Charles Rolls
- The Daily Mirror front page, 13th July 1910. Coming just 40 days after his pioneering, two-way crossing of the Channel, Rolls’ violent death shocked the nation. He was the first British-born aviator to be killed in Britain, and was widely known to the public because of his motoring exploits and as co-founder of Rolls-Royce
- Rolls’ Wright Flyer over Dover Castle, 2nd June 1910, on his return from the two-way Channel crossing, the first non-stop double crossing, and the first ever crossing from England to France.
- Rolls in the basket of his one-man balloon, Imp. Balloons at that time were gas-filled (town gas), and were controlled in ascent and descent by releasing ballast sand (see the two sandbags in the picture) or gas.
- Preparing for the Channel flight, 2nd June 1910. Rolls is wearing a patent life-jacket, and one of the temporary floats added specially for the flight over water can be seen just under his left hand.
- Rolls as a young boy, aged about 10
- Cartoon showing Rolls driving one of the high-powered racing cars in which he won competitions and set world records in the period before the introduction of Rolls-Royce cars in 1904/5
- Rolls was a keen competitive cyclist, winning a ‘half-blue’ representing Cambridge University. The development of the modern ‘safety’ bicycle, and in particular Mr Dunlop’s pneumatic tyre, coincided with Rolls’ youth, and satisfied his love of speed until his first exploits in motor cars in the late 1890s.
- Frederick Henry Royce (1863-1933) was born near Peterborough, the son of a miller. He was apprenticed to the Great Northern Railway, worked in electrical and engineering firms, and set up in business making electrical filaments in 1884. His firm, Royce Ltd., prospered and he bought himself a car (a Decauville), but he was disappointed with its efficiency and decided to make one himself. By 1903 he had built an engine and fitted it to a car of his own design. He made two more. Charles Rolls, who already had a business selling cars, heard about Royce and travelled to Manchester to meet him. After a trial run Rolls agreed to take Royce’s whole output of cars, to be sold under the name Rolls-Royce. Within a year Royce had four models in production, and ‘C.S.Rolls & Co.’ was selling no other make.
- A caricature of Charles Rolls from Vanity Fair magazine. From 1868 to 1914 these gently satirical prints depicted ‘Men of the Day’, prominent characters from the worlds of politics, the law, sport, high-society and others.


> [YOUR GOAL]
Whenever the word "origin" appears in a line of the listing, copy that line.

DATA TO EXAMINE: Begin

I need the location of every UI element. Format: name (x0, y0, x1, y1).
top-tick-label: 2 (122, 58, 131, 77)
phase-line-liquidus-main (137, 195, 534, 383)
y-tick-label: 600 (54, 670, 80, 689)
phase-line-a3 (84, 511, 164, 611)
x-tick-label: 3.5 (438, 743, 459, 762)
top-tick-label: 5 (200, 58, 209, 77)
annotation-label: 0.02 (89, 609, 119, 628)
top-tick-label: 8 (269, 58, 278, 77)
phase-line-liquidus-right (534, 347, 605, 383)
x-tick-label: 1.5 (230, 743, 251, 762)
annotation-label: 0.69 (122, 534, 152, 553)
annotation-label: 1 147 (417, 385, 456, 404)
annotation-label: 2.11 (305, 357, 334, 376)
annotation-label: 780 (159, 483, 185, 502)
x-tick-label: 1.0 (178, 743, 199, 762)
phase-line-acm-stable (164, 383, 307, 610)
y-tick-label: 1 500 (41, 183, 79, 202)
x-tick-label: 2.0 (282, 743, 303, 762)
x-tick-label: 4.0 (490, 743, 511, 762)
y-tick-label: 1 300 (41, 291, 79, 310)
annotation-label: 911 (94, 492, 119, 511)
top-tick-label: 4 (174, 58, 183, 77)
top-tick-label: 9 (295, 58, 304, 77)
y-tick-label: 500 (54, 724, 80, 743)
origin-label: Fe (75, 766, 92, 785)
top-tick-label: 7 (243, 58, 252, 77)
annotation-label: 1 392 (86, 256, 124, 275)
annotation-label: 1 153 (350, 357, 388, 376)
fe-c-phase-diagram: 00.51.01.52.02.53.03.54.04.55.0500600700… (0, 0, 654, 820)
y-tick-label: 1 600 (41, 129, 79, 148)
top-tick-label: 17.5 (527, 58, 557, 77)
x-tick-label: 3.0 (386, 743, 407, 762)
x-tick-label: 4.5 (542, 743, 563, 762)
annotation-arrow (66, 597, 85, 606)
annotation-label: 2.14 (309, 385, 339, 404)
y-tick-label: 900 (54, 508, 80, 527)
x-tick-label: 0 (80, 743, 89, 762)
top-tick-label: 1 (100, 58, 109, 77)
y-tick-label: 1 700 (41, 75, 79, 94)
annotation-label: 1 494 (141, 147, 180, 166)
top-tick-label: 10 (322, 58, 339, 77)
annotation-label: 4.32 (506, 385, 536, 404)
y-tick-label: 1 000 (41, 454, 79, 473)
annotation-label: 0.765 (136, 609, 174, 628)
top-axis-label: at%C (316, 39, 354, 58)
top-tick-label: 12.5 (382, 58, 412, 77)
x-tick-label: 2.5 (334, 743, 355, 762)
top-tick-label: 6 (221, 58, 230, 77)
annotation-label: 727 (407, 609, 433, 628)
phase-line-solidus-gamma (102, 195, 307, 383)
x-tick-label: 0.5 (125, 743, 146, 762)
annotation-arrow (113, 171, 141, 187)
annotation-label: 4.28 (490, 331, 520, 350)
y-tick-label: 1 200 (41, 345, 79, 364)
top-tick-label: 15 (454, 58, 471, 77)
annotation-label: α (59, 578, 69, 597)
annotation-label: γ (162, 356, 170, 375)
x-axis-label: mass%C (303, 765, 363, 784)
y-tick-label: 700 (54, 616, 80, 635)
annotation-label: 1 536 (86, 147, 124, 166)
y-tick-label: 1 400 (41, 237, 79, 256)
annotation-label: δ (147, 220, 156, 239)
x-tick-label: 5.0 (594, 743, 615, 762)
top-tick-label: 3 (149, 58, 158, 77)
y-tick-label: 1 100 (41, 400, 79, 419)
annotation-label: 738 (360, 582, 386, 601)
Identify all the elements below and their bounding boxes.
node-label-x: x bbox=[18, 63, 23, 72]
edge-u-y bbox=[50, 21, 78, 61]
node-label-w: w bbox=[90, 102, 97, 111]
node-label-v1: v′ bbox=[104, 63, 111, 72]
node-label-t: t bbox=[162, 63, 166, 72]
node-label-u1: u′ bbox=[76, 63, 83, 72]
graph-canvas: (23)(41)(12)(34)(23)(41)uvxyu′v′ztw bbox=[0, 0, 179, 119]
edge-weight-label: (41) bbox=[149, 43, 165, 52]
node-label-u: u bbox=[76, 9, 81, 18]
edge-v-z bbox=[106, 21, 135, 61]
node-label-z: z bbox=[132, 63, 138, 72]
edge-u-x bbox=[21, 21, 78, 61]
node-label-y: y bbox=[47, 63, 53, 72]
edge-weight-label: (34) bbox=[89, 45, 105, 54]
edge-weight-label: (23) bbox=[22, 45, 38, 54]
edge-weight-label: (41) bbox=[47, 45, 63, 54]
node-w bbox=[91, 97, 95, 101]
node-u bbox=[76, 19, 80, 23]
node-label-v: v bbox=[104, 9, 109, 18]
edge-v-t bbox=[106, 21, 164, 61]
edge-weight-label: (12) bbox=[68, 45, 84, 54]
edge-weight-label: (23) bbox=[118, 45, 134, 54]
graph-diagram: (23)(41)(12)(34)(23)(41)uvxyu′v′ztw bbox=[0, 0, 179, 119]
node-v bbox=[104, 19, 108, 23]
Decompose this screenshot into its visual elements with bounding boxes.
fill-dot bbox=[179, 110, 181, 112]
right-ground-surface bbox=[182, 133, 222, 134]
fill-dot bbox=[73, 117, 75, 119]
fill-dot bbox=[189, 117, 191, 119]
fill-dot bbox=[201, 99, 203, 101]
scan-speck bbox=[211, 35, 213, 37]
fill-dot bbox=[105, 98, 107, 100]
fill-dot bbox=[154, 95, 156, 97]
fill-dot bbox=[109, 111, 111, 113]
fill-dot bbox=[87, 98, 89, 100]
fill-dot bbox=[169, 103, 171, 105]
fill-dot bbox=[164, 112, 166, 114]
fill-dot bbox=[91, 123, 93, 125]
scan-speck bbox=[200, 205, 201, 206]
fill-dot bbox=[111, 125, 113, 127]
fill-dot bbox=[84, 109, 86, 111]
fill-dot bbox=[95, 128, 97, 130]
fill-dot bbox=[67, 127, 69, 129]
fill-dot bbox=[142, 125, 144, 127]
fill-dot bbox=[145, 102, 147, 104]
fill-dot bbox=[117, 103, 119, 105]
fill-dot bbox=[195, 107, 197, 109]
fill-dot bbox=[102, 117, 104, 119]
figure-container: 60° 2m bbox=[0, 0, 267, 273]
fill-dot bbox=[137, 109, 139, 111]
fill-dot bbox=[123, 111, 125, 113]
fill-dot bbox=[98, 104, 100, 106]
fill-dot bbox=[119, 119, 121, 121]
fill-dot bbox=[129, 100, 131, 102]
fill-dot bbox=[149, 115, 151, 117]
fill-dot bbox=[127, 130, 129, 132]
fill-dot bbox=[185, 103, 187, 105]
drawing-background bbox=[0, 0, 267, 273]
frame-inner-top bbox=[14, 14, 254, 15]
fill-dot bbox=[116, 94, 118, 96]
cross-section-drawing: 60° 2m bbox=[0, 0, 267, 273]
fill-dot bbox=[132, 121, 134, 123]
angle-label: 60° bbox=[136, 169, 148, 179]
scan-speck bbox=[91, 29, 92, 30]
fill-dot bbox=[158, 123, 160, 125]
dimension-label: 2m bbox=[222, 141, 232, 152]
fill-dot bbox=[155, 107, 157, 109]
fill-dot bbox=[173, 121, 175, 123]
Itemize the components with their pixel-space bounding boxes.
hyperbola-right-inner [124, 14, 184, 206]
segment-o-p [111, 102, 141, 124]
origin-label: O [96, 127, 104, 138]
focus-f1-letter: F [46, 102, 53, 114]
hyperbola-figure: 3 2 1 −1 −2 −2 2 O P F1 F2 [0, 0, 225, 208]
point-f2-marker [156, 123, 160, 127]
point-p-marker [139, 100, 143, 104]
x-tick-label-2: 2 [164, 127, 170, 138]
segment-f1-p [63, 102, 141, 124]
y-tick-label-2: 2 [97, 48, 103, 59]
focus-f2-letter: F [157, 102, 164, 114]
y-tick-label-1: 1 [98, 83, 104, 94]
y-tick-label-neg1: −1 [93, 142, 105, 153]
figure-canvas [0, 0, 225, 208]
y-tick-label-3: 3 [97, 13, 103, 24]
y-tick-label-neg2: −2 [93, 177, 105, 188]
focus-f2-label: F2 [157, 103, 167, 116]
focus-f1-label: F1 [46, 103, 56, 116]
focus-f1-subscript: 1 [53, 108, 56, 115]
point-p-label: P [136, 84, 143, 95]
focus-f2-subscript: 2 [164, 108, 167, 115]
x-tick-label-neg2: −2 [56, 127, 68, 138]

DATA TO EXAMINE: End

> [OUTPUT OF THE EXERCISE]
origin-label: Fe (75, 766, 92, 785)
origin-label: O [96, 127, 104, 138]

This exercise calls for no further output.